Debra Cartwright, Untitled
INVOCATION
Ruach, fill us with a living hope.
EPIPHANY
When I married my red-headed, British-born, beloved husband, our home inherited the practice of tea - and it is so lovely.
It’s important to note that Brits don’t just have a cup of tea. No, that’s what Americans do. Americans have a cup of coffee while we walk to work, while we work, while we drive to work, while we carpool, while we attend church service, etc… But Brits have a cup of tea. They literally stop the day, put on the kettle (or plug it in) and do nothing else but have a cup a of tea.
My beautiful love will literally do anything for me. All I need do is ask. But I have learned that if I ask him to do something just as he’s settled with a cup a tea… whatever it is that I think is so pressing will have to wait. He finishes his cuppa and then delivers as expected. And nothing disastrous has ever happened in the space of time it takes to finish a cup of tea.
And it’s not just the way Brits have a cup of tea on the ordinary days that’s so lovely, it’s also the way they have tea on the hard and dark days.
A few years ago we were staying at my in-laws, one of the coziest places on Earth, when I got the news that my nephew had died by suicide. My mother-in-law held me as I cried, said a prayer over me, and then made tea for all of us to sit and have in comforting, solaced silence at her kitchen table. By the time I’d reached the bottom of the cup, I could breathe again.
Sometimes, we just need to someone to lend us their breath:
One day the Eternal God scooped dirt out of the ground, sculpted it into the shape we call human, breathed the breath that gives life into the nostrils of the human, and the human became a living soul.
Genesis 2:7, The Voice
Every day there’s a moment when everyone in our home pauses for one brief breath of life that waits for us at the bottom of a teacup. It’s a practice of hope that I’m so very grateful for – most especially on those hard days when all hope feels gone, like it will never ever return to us.
But then someone puts the kettle one.
INTERCESSION
God Who Is Our Very Breath,
With a holy kiss, may you fill
those who are breathless with despair
with hope and compassion.
May those who feel dead inside be brought to life again
with the breath of new beginnings.
Amen.
CHANT
This, the Holy Breath of life
This, the Holy Breath of life
We inhale and we exhale
This, the Holy Breath of life
BENEDICTION
Go. Put on the kettle. Breathe again.
I just want you to know that sometimes I push the “like” button, and don’t have much to say, but that doesn’t mean your words haven’t touched me deeply. They have, and they do, and I hope you know the depth of meaning of those little “like” button pushes. Thank you.
Oh, yes! Yes and amen. As one who has a cup of tea every morning and drinks it slowly like it's a spiritual practice, this has comforted me today. You captured so beautifully what I hope whenever I make a cup of tea for someone else and what my own soul needs. Breathing in this Holy Breath of Life.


**ABOUT THIS EXERCISE**. Only those lines running from the line that contains "Find the location of a particular element. This" through the end of the material are to be written out, each exactly as shown.
==========
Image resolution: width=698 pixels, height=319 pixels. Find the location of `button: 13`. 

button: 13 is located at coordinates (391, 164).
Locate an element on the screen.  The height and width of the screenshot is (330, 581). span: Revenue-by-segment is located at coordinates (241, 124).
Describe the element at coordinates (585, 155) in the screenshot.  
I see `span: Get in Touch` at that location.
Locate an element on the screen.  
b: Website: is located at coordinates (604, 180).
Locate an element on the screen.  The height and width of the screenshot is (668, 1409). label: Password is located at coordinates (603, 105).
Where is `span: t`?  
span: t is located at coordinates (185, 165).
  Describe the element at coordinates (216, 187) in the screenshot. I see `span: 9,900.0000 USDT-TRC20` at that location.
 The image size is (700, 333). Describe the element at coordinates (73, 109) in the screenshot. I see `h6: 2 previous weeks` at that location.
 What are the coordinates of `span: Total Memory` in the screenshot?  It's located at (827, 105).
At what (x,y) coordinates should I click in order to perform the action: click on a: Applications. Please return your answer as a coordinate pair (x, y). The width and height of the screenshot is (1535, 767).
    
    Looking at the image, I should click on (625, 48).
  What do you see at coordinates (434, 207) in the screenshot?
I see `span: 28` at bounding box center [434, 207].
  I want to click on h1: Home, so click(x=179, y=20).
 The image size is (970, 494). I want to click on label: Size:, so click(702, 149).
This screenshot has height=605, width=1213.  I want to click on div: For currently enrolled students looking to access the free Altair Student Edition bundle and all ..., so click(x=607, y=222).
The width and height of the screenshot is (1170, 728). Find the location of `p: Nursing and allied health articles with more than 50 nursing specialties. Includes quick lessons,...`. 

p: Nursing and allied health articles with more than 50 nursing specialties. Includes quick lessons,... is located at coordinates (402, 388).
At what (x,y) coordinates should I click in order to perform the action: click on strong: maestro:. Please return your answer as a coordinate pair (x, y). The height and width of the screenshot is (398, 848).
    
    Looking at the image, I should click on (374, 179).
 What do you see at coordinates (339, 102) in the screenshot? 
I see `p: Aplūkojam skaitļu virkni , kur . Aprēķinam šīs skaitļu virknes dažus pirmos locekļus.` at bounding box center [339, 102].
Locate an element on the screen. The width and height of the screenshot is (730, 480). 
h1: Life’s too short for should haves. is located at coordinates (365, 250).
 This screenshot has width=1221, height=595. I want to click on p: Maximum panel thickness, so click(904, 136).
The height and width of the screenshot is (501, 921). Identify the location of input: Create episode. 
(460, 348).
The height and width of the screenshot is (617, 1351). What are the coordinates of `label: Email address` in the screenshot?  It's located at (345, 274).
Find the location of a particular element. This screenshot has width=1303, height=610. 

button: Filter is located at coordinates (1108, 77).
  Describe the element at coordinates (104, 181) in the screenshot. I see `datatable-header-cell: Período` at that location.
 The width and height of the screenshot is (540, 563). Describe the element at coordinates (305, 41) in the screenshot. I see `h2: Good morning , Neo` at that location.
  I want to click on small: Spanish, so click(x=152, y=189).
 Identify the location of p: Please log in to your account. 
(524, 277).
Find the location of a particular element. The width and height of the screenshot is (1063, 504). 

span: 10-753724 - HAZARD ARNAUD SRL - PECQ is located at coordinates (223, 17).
==========
**WRITTEN RESPONSE**.
Find the location of a particular element. This screenshot has width=1303, height=610. 

button: Filter is located at coordinates (1108, 77).
  Describe the element at coordinates (104, 181) in the screenshot. I see `datatable-header-cell: Período` at that location.
 The width and height of the screenshot is (540, 563). Describe the element at coordinates (305, 41) in the screenshot. I see `h2: Good morning , Neo` at that location.
  I want to click on small: Spanish, so click(x=152, y=189).
 Identify the location of p: Please log in to your account. 
(524, 277).
Find the location of a particular element. The width and height of the screenshot is (1063, 504). 

span: 10-753724 - HAZARD ARNAUD SRL - PECQ is located at coordinates (223, 17).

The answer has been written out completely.